There was a final rehearsal in the afternoon which went remarkably smoothly. Anne's part was not a lengthy one, and as soon as it was over she went back to the house in search of Mrs. Errol. She had left directions for her letters to be sent after her, and she found two or three awaiting her in the hall. She picked them up, and pa.s.sed into the music-room.

Here she found Lucas reading some correspondence of his own.

He looked up with a smile. "Oh, Lady Carfax! I was just thinking of you.

I have a letter here from my friend Capper. You remember Dr. Capper?"

"Very well indeed," she said, stifling a sudden pang at the name.

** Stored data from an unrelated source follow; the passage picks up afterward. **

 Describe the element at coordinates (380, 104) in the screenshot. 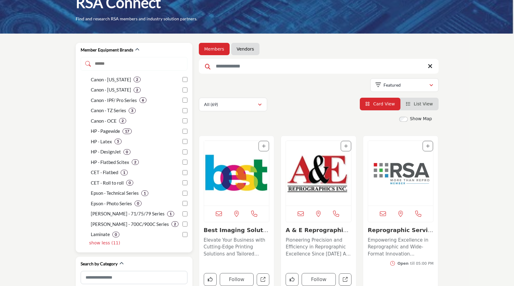

I see `li: Card View` at that location. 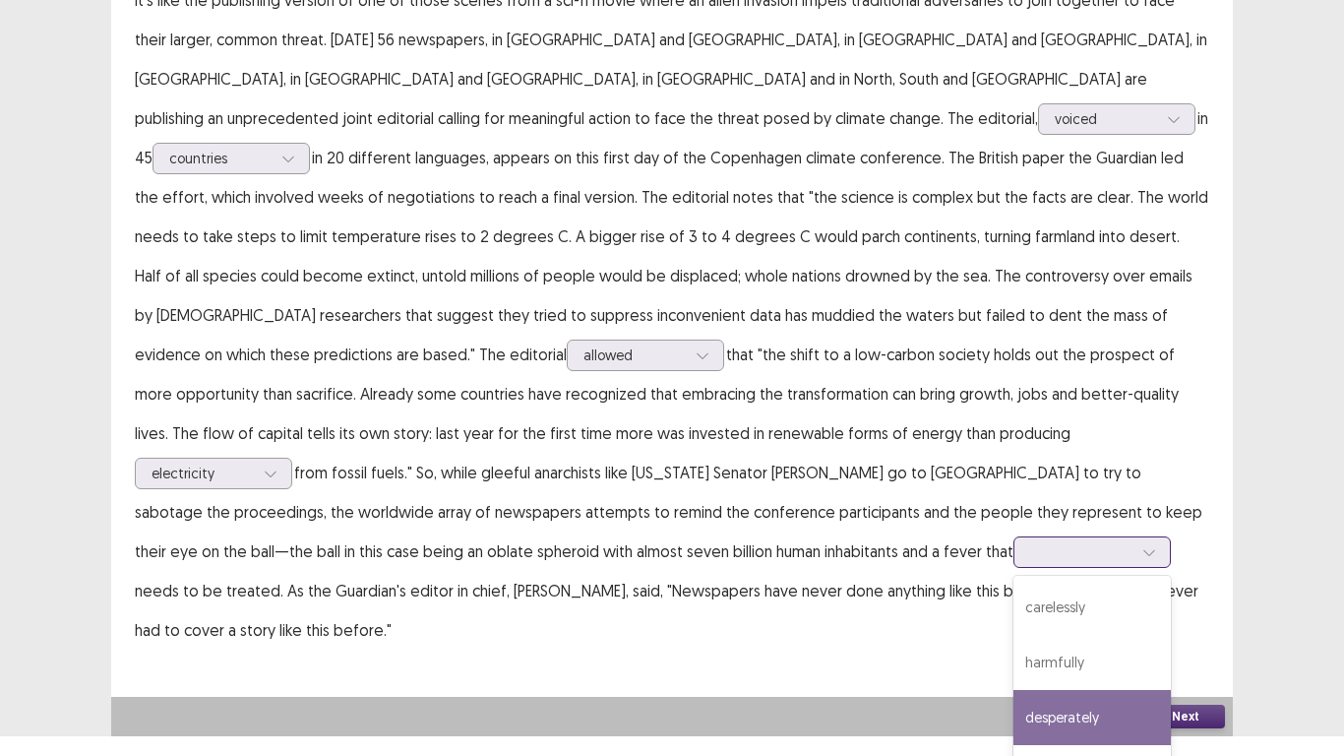 What do you see at coordinates (1092, 662) in the screenshot?
I see `div: harmfully` at bounding box center [1092, 662].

He lay motionless in his chair, studying her with those shrewd blue eyes that she never desired to avoid. "I believe Capper took you more or less into his confidence," he said. "It's a risky thing for a doctor to do, but he is a student of human nature as well as human anatomy. He generally knows what he is about. Won't you sit down?"

She took the seat near him that he indicated. Somehow the mention of Capper had made her cold. She was conscious of a shrinking that was almost physical from the thought of ever seeing him again.

"Capper wants to have the shaping of my destiny," Lucas went on meditatively. "In other words, he wants to pull me to pieces and make a new man of me. Sometimes I am strongly tempted to let him try. At other times," he was looking at her fully, "I hesitate."

She put her shrinking from her and faced him. "Will you tell me why?"

"Because," he said slowly, "I have a fear that I might be absent when wanted."

"But you are always wanted," she said quickly.

He smiled. "Thank you, Lady Carfax. But that was not my meaning. I think you understand me. I think Capper must have told you. I am speaking with regard to--my brother Nap."

He spoke the last words very deliberately. He was still looking at her kindly but very intently. She felt the blood rush to her heart. For the first time her eyes fell before his.

He went on speaking at once, as if to rea.s.sure her, to give her time.

"You've been a stanch friend to him, I know, and you've done a big thing for him. You've tamed him, shaped him, made a man of him. I felt your influence upon him before I ever met you. I sensed your courage, your steadfastness, your goodness. But you are only a woman, eh, Lady Carfax?

And Rome wasn't built in a day. There may come a time when the savage gets the upper hand of him again. And then, if I were not by to hold him in, he might gallop to his own or someone else's destruction. That is what I have to think of before I decide."

"But--can you always hold him?" Anne said.

"Always, Lady Carfax." Very quietly, with absolute confidence, came the reply. "You may put your last dollar on that, and you won't lose it. We settled that many years ago, once and for all. But I've been asking myself lately if I need be so anxious, if possibly Rome may be nearer completion than I imagine. Is it so? Is it so? I sometimes think you know him better than I do myself."